FILE PHOTO
Jon Huer Credit: File Photo

The old debate over Trump’s self-rewarding power (including self-pardon) has come alive lately because of his increased activities of “corruption,” as the May 20 New York Times editorial declares, “There Has Never Been Presidential Corruption Like This.”  Indeed, reconsidering what Trump can and cannot do as the sitting president has become necessary again:

First, what he can do: He can start a war against any country he wants; he can privatize any public money he desires; he can (probably) shoot anybody on Fifth Avenue; he can sell pardons to anybody he chooses; he can destroy and rebuild federal buildings at will: he can put his face on Mount Rushmore or dollar bills if he wants. He can do anything his heart desires, and he has the legal and constitutional right to do so. Since no crime exists until an act is charged, judged and convicted, and it has not happened (and cannot happen, per SCOTUS) to Trump, he is free to do anything political that he wishes. After all, his power is political and whatever he does as politician is political and he was duly elected to do political things.

Now, what he cannot do: He cannot pardon himself, which is logically (not politically) impossible. He can pardon even Pontius Pilot or Hitler, if he wants to, but he just cannot pardon himself as he cannot do what is logically impossible. He cannot be dead and alive, be in America and in Russia or be himself and somebody else — at the same time.

Of all the impossible things, there is nothing more impossible than logical impossibility. Trump cannot pardon himself because it is logically impossible for him to be the judge and the defendant at the same time. (Imagine a comedy where Steve Martin is the judge and the defendant, rushing back and forth in the two roles between the bench and the witness stand). Trump can “forgive” himself of all the sins he has committed, but “pardon” applies only to a specific situation predetermined and preordained by logic: The act of “pardon” logically requires two separate people, the “pardoner” and “pardonee.”  

The very logic of our “social” life requires that everything that exists in society—your name, your property, your freedom, your person—presupposes the existence of society. As you cannot clap without both hands, or tango without a partner, your “self” is defined by the presence of society, without which nothing means anything. After his plane crashed, Tom Hanks lived on a deserted island, but not as a “social” being, his humanization of a volleyball notwithstanding. 

No accused individual can declare himself legally innocent or morally sinless. It is for the society to decide, often in the delayed verdict of history, which is an ever-present jury of society held up by the structure of logic. No logic in the world recognizes you as both the accuser and the accused. As long as we live as human beings (not as animals in the jungle), we exist only as our society exists, in which things make sense only because our existence is framed by common logic: When it rains, we assume it’s wet outside; when persons are accused by law, we assume there will be society’s judgment upon their acts. Imagine living in a world where rain is not wet or the accused judge themselves.   

With the exceptions of children and the insane (who are dismissed or institutionalized), our common logic assumes that one cannot be the standard of oneself.  Your “self” exists only at the mercy, and definition, of your society. There is no such thing as a “self-made man” because the very concept “self,” as in “self-made man,” is logically impossible: All your reputation comes from other people; all your money is printed by the government; all the gold you own is daily priced at the marketplace. They are all public processes taking place in society’s ongoing logic.  

Trump, like everyone else and everything else in society, is created by society. If he becomes president, it’s because “others” choose him; if he is a married man, it’s because a woman made his “marriage” possible. As a solitary “self,” he is nothing but a lump of flesh, blood and bones. It’s the logic, and structure, of society that makes the human being that he is, adding humanity to his animal flesh, blood and bones.   

In the world of logic that humanizes and socializes all of us, the very concept of the word “pardon” means there are two persons who make sense of the word: Person A and Person B. There, Person A “pardons” Person B, not “Person A pardons Person A.” Person A cannot pardon himself because the very logic of “pardon” disallows self-pardon in the same way no one can marry oneself or cannibalize oneself to death or shadow-box oneself to a heavy-weight championship. Donald Trump cannot be defendant in a case where he is also the law, the jury, the judge and the executioner.

But, under the peculiar circumstances in which Trump’s political power encounters no resistance, our very logical world can be suspended, at least temporarily, as happened many times in human history: Trump, with his power, can make any application of commonsense unnecessary and common logic impossible in America: Under his dictatorship, he can file lawsuits against his own government which he controls and force a judgment with his own dictatorial power — and nobody laughs or cringes.    

In such America, Trump can pardon his own crimes — and like a medieval alchemist-magician–by turning pure illogic into absolute logic. 

Such interesting times! 

Jon Huer, retired professor and columnist for the Recorder,lives in Greenfield and writes for posterity.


▶ [Work task] What is the number of lines below that contain the string "Personal"? Give it and nothing else.
______________________________
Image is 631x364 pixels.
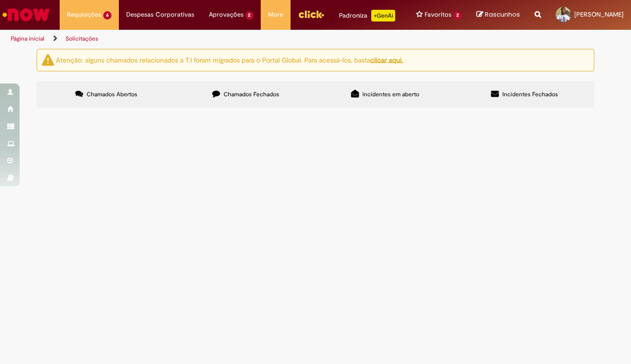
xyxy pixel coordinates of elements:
[209,10,244,19] span: Aprovações
[485,10,520,19] span: Rascunhos
[245,11,254,19] span: 2
[103,11,111,19] span: 6
[268,10,283,19] span: More
[224,90,280,98] span: Chamados Fechados
[453,11,462,19] span: 2
[87,90,138,98] span: Chamados Abertos
[7,30,414,48] ul: Trilhas de página
[425,10,452,19] span: Favoritos
[503,90,558,98] span: Incidentes Fechados
[298,7,325,22] img: click_logo_yellow_360x200.png
[371,10,396,22] p: +GenAi
[67,10,102,19] span: Requisições
[126,10,194,19] span: Despesas Corporativas
[1,5,51,24] img: ServiceNow
[574,10,624,19] span: [PERSON_NAME]
[339,10,396,22] div: Padroniza
[11,35,44,42] a: Página inicial
[371,55,403,64] a: clicar aqui.
[477,10,520,19] a: Rascunhos
[363,90,419,98] span: Incidentes em aberto
[65,35,98,42] a: Solicitações
[56,55,403,64] ng-bind-html: Atenção: alguns chamados relacionados a T.I foram migrados para o Portal Global. Para acessá-los,...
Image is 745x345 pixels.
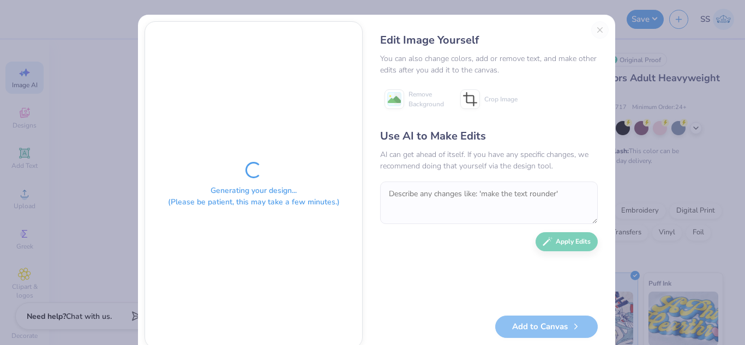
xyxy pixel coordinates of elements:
button: Crop Image [456,86,524,113]
div: Generating your design... (Please be patient, this may take a few minutes.) [168,185,340,208]
div: You can also change colors, add or remove text, and make other edits after you add it to the canvas. [380,53,598,76]
span: Crop Image [485,94,518,104]
div: Edit Image Yourself [380,32,598,49]
span: Remove Background [409,89,444,109]
div: AI can get ahead of itself. If you have any specific changes, we recommend doing that yourself vi... [380,149,598,172]
div: Use AI to Make Edits [380,128,598,145]
button: Remove Background [380,86,449,113]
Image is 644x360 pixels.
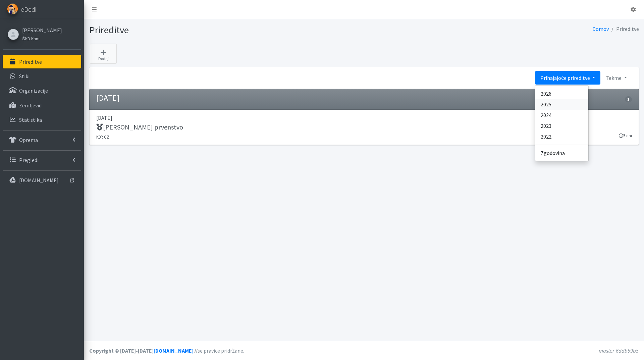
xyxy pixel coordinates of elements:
a: 2024 [536,110,588,121]
span: 1 [625,96,632,102]
li: Prireditve [609,24,639,34]
a: [PERSON_NAME] [22,26,62,34]
a: Prihajajoče prireditve [535,71,600,85]
img: eDedi [7,3,18,15]
a: Stiki [3,70,81,83]
a: ŠKD Krim [22,34,62,42]
a: Statistika [3,113,81,127]
a: 2023 [536,121,588,131]
a: Prireditve [3,55,81,69]
a: Tekme [600,71,632,85]
a: Zgodovina [536,147,588,159]
a: Dodaj [90,44,117,64]
footer: Vse pravice pridržane. [84,341,644,360]
a: Zemljevid [3,99,81,112]
a: Domov [592,26,609,33]
a: Pregledi [3,153,81,167]
p: Organizacije [19,87,48,94]
p: [DATE] [96,114,632,122]
p: Zemljevid [19,102,42,109]
span: eDedi [21,5,36,15]
small: ŠKD Krim [22,36,39,41]
a: 2026 [536,88,588,99]
small: K9R CZ [96,134,109,140]
a: 2022 [536,131,588,142]
a: Organizacije [3,84,81,98]
p: Stiki [19,73,30,80]
a: [DOMAIN_NAME] [154,347,194,354]
small: 5 dni [619,132,632,139]
h5: [PERSON_NAME] prvenstvo [96,123,183,131]
a: 2025 [536,99,588,110]
h4: [DATE] [96,93,120,103]
a: [DATE] [PERSON_NAME] prvenstvo K9R CZ 5 dni [89,110,639,145]
strong: Copyright © [DATE]-[DATE] . [89,347,195,354]
p: [DOMAIN_NAME] [19,177,59,183]
p: Statistika [19,117,42,123]
em: master-6ddb59b5 [599,347,639,354]
a: Oprema [3,134,81,147]
a: [DOMAIN_NAME] [3,174,81,187]
h1: Prireditve [89,24,361,36]
p: Pregledi [19,157,38,164]
p: Prireditve [19,59,42,65]
p: Oprema [19,136,38,143]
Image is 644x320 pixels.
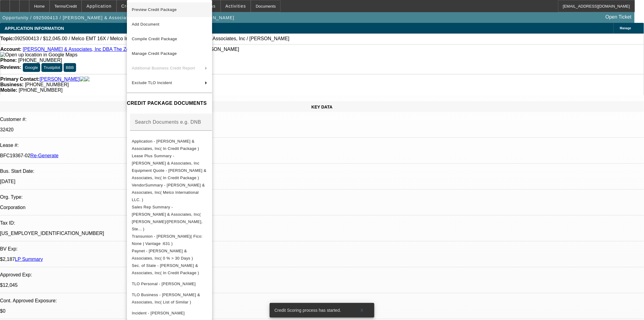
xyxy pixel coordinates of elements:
[132,154,199,166] span: Lease Plus Summary - [PERSON_NAME] & Associates, Inc
[127,167,212,182] button: Equipment Quote - Shinn & Associates, Inc( In Credit Package )
[132,36,177,41] span: Compile Credit Package
[132,282,196,286] span: TLO Personal - [PERSON_NAME]
[127,248,212,262] button: Paynet - Shinn & Associates, Inc( 0 % > 30 Days )
[135,119,201,125] mat-label: Search Documents e.g. DNB
[132,234,203,246] span: Transunion - [PERSON_NAME]( Fico: None | Vantage :631 )
[127,138,212,152] button: Application - Shinn & Associates, Inc( In Credit Package )
[132,264,199,275] span: Sec. of State - [PERSON_NAME] & Associates, Inc( In Credit Package )
[132,7,177,12] span: Preview Credit Package
[127,182,212,204] button: VendorSummary - Shinn & Associates, Inc( Melco International LLC. )
[132,183,205,202] span: VendorSummary - [PERSON_NAME] & Associates, Inc( Melco International LLC. )
[132,311,185,316] span: Incident - [PERSON_NAME]
[132,22,160,26] span: Add Document
[132,51,177,56] span: Manage Credit Package
[132,249,193,261] span: Paynet - [PERSON_NAME] & Associates, Inc( 0 % > 30 Days )
[132,293,200,305] span: TLO Business - [PERSON_NAME] & Associates, Inc( List of Similar )
[127,292,212,306] button: TLO Business - Shinn & Associates, Inc( List of Similar )
[127,100,212,107] h4: CREDIT PACKAGE DOCUMENTS
[132,168,206,180] span: Equipment Quote - [PERSON_NAME] & Associates, Inc( In Credit Package )
[132,139,199,151] span: Application - [PERSON_NAME] & Associates, Inc( In Credit Package )
[127,262,212,277] button: Sec. of State - Shinn & Associates, Inc( In Credit Package )
[127,233,212,248] button: Transunion - Shinn, John( Fico: None | Vantage :631 )
[132,80,172,85] span: Exclude TLO Incident
[127,152,212,167] button: Lease Plus Summary - Shinn & Associates, Inc
[132,205,202,231] span: Sales Rep Summary - [PERSON_NAME] & Associates, Inc( [PERSON_NAME]/[PERSON_NAME], Ste... )
[127,277,212,292] button: TLO Personal - Shinn, John
[127,204,212,233] button: Sales Rep Summary - Shinn & Associates, Inc( Flores, Brian/Richards, Ste... )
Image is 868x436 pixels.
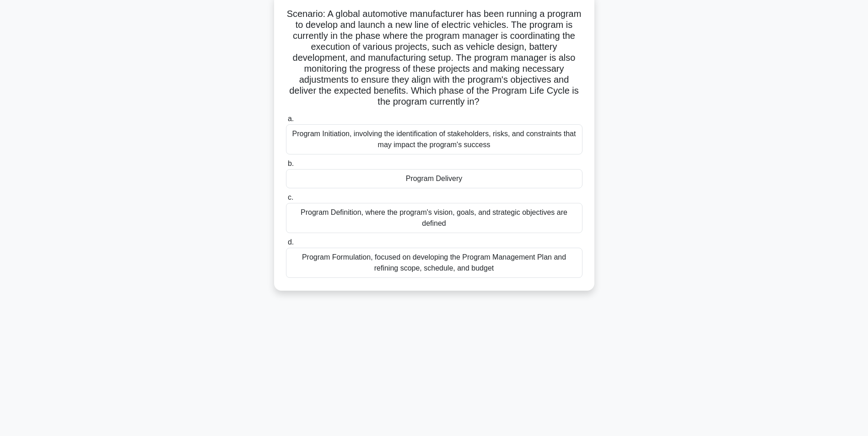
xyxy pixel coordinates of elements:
[288,160,294,168] span: b.
[286,125,582,154] div: Program Initiation, involving the identification of stakeholders, risks, and constraints that may...
[288,238,294,246] span: d.
[286,248,582,278] div: Program Formulation, focused on developing the Program Management Plan and refining scope, schedu...
[288,193,293,201] span: c.
[285,8,584,108] h5: Scenario: A global automotive manufacturer has been running a program to develop and launch a new...
[288,115,294,123] span: a.
[286,203,582,233] div: Program Definition, where the program's vision, goals, and strategic objectives are defined
[286,169,582,188] div: Program Delivery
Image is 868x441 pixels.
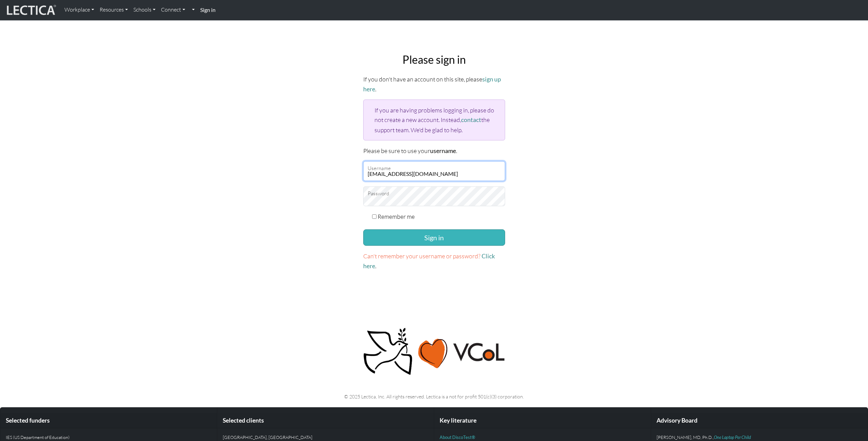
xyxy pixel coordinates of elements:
[198,3,219,17] a: Sign in
[158,3,187,17] a: Connect
[656,434,862,441] p: [PERSON_NAME], MD, Ph.D.,
[461,116,481,123] a: contact
[714,434,751,440] a: One Laptop Per Child
[361,326,507,377] img: Peace, love, VCoL
[200,7,216,13] strong: Sign in
[5,4,56,17] img: lecticalive
[222,434,428,441] p: [GEOGRAPHIC_DATA], [GEOGRAPHIC_DATA]
[434,414,650,429] div: Key literature
[363,253,481,260] span: Can't remember your username or password?
[363,229,505,246] button: Sign in
[217,414,434,429] div: Selected clients
[363,161,505,181] input: Username
[439,434,475,440] a: About DiscoTest®
[131,3,158,17] a: Schools
[62,3,97,17] a: Workplace
[363,53,505,66] h2: Please sign in
[363,251,505,271] p: .
[430,148,456,154] strong: username
[363,146,505,156] p: Please be sure to use your .
[213,393,655,400] p: © 2025 Lectica, Inc. All rights reserved. Lectica is a not for profit 501(c)(3) corporation.
[363,99,505,140] div: If you are having problems logging in, please do not create a new account. Instead, the support t...
[6,434,211,441] p: IES (US Department of Education)
[97,3,131,17] a: Resources
[363,75,505,94] p: If you don't have an account on this site, please .
[378,212,415,221] label: Remember me
[651,414,867,429] div: Advisory Board
[0,414,217,429] div: Selected funders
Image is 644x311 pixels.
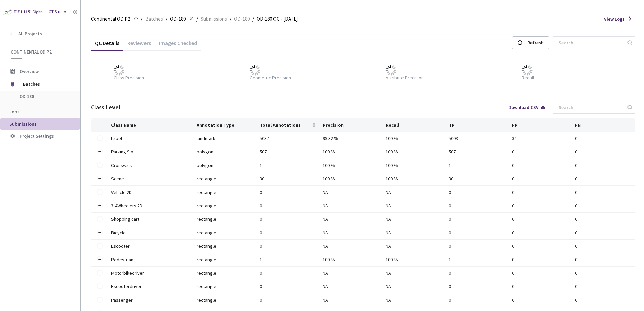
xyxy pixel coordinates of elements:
div: polygon [197,161,254,169]
div: 0 [512,189,569,196]
div: 0 [259,229,317,236]
button: Expand row [97,176,102,181]
div: rectangle [197,283,254,290]
span: Continental OD P2 [91,15,130,23]
div: 0 [512,215,569,223]
div: NA [323,189,380,196]
button: Expand row [97,217,102,222]
div: Passenger [111,296,185,303]
div: 0 [575,283,632,290]
div: 0 [449,296,506,303]
div: Escooter [111,242,185,250]
div: 0 [512,161,569,169]
th: Total Annotations [257,119,320,132]
span: Continental OD P2 [11,49,71,55]
input: Search [555,37,626,49]
div: 100 % [386,161,443,169]
div: Attribute Precision [386,75,424,81]
button: Expand row [97,243,102,249]
div: 0 [512,242,569,250]
div: 0 [575,215,632,223]
th: Precision [320,119,383,132]
div: 0 [449,202,506,209]
div: 1 [449,161,506,169]
div: NA [386,215,443,223]
div: 0 [575,242,632,250]
span: All Projects [18,31,42,37]
th: Recall [383,119,446,132]
div: 0 [512,148,569,156]
div: polygon [197,148,254,156]
div: Class Level [91,103,120,112]
span: OD-180 QC - [DATE] [256,15,298,23]
div: Download CSV [508,105,546,110]
button: Expand row [97,297,102,303]
div: Pedestrian [111,256,185,263]
div: NA [386,269,443,277]
div: 100 % [386,148,443,156]
span: OD-180 [20,94,70,99]
div: QC Details [91,40,123,51]
th: FN [572,119,635,132]
img: loader.gif [386,65,396,76]
div: Recall [521,75,534,81]
div: Shopping cart [111,215,185,223]
div: 0 [449,229,506,236]
div: Crosswalk [111,161,185,169]
div: Motorbikedriver [111,269,185,277]
div: rectangle [197,175,254,183]
div: NA [323,296,380,303]
div: 0 [512,175,569,183]
div: Scene [111,175,185,183]
div: 1 [259,256,317,263]
div: NA [323,229,380,236]
span: OD-180 [234,15,250,23]
div: rectangle [197,202,254,209]
div: Refresh [527,37,544,49]
div: 0 [449,215,506,223]
div: 0 [259,242,317,250]
div: 5037 [259,135,317,142]
div: 100 % [386,175,443,183]
th: FP [509,119,572,132]
div: 0 [575,256,632,263]
div: 30 [259,175,317,183]
span: Overview [20,68,39,75]
span: Project Settings [20,133,54,139]
span: Submissions [9,121,37,127]
div: NA [323,202,380,209]
div: 0 [449,189,506,196]
div: Label [111,135,185,142]
span: Jobs [9,109,20,115]
div: 0 [512,202,569,209]
input: Search [555,101,626,114]
div: 3-4Wheelers 2D [111,202,185,209]
a: OD-180 [233,15,251,22]
th: Annotation Type [194,119,257,132]
button: Expand row [97,203,102,208]
div: 507 [449,148,506,156]
div: 0 [575,135,632,142]
li: / [166,15,167,23]
a: Submissions [199,15,229,22]
button: Expand row [97,230,102,235]
div: 0 [575,202,632,209]
span: Submissions [201,15,227,23]
div: 0 [575,161,632,169]
img: loader.gif [250,65,260,76]
div: 0 [259,202,317,209]
div: 1 [259,161,317,169]
div: 0 [449,283,506,290]
div: NA [386,242,443,250]
div: 100 % [386,256,443,263]
div: Reviewers [123,40,155,51]
span: Batches [23,78,69,91]
div: 1 [449,256,506,263]
button: Expand row [97,149,102,155]
a: Batches [144,15,164,22]
div: 0 [449,269,506,277]
div: NA [323,283,380,290]
div: Vehicle 2D [111,189,185,196]
div: Parking Slot [111,148,185,156]
div: NA [386,296,443,303]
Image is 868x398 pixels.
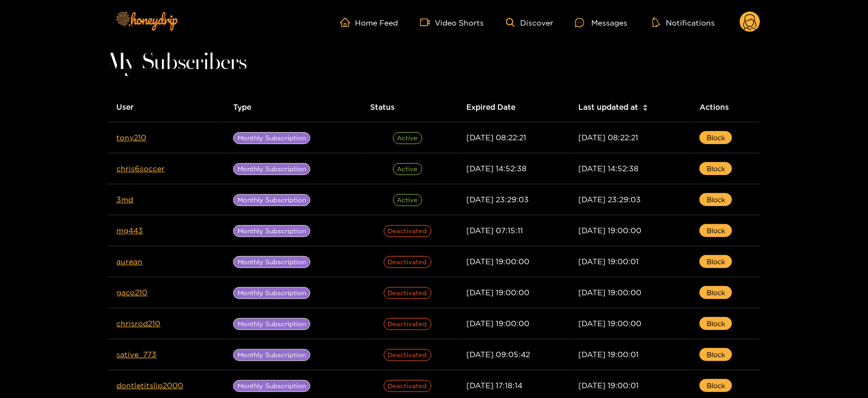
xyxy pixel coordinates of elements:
[706,287,724,298] span: Block
[506,18,553,27] a: Discover
[578,133,638,141] span: [DATE] 08:22:21
[393,164,422,175] span: Active
[578,350,638,358] span: [DATE] 19:00:01
[699,224,731,237] button: Block
[578,319,641,327] span: [DATE] 19:00:00
[699,379,731,392] button: Block
[699,255,731,268] button: Block
[117,288,148,296] a: gaco210
[578,101,638,113] span: Last updated at
[117,257,143,266] a: aurean
[117,133,147,141] a: tony210
[578,288,641,296] span: [DATE] 19:00:00
[393,132,422,144] span: Active
[699,131,731,144] button: Block
[699,193,731,206] button: Block
[233,287,310,299] span: Monthly Subscription
[384,287,431,299] span: Deactivated
[233,132,310,144] span: Monthly Subscription
[706,132,724,143] span: Block
[117,319,161,327] a: chrisrod210
[699,317,731,330] button: Block
[340,17,355,27] span: home
[361,93,457,122] th: Status
[466,350,530,358] span: [DATE] 09:05:42
[466,382,522,389] span: [DATE] 17:18:14
[466,226,523,234] span: [DATE] 07:15:11
[108,93,225,122] th: User
[706,225,724,236] span: Block
[706,194,724,205] span: Block
[393,194,422,206] span: Active
[117,382,183,389] a: dontletitslip2000
[578,257,638,266] span: [DATE] 19:00:01
[233,256,310,268] span: Monthly Subscription
[578,196,641,203] span: [DATE] 23:29:03
[108,55,760,71] h1: My Subscribers
[457,93,570,122] th: Expired Date
[466,257,529,266] span: [DATE] 19:00:00
[466,288,529,296] span: [DATE] 19:00:00
[642,103,648,109] span: caret-up
[117,226,144,234] a: mg443
[706,318,724,329] span: Block
[384,256,431,268] span: Deactivated
[642,106,648,112] span: caret-down
[578,226,641,234] span: [DATE] 19:00:00
[648,16,718,28] button: Notifications
[699,286,731,299] button: Block
[233,194,310,206] span: Monthly Subscription
[575,16,627,29] div: Messages
[699,162,731,175] button: Block
[420,17,484,27] a: Video Shorts
[706,256,724,267] span: Block
[466,133,526,141] span: [DATE] 08:22:21
[706,349,724,360] span: Block
[699,348,731,361] button: Block
[691,93,760,122] th: Actions
[117,164,165,172] a: chris6soccer
[578,382,638,389] span: [DATE] 19:00:01
[233,349,310,361] span: Monthly Subscription
[384,318,431,330] span: Deactivated
[233,318,310,330] span: Monthly Subscription
[225,93,361,122] th: Type
[706,380,724,391] span: Block
[233,164,310,175] span: Monthly Subscription
[706,164,724,174] span: Block
[466,196,528,203] span: [DATE] 23:29:03
[117,350,157,358] a: sative_773
[384,349,431,361] span: Deactivated
[117,196,134,203] a: 3md
[466,164,527,172] span: [DATE] 14:52:38
[466,319,529,327] span: [DATE] 19:00:00
[384,225,431,237] span: Deactivated
[340,17,399,27] a: Home Feed
[420,17,435,27] span: video-camera
[384,380,431,392] span: Deactivated
[233,225,310,237] span: Monthly Subscription
[233,380,310,392] span: Monthly Subscription
[578,164,638,172] span: [DATE] 14:52:38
______________________________
▶ [Solved problem] 2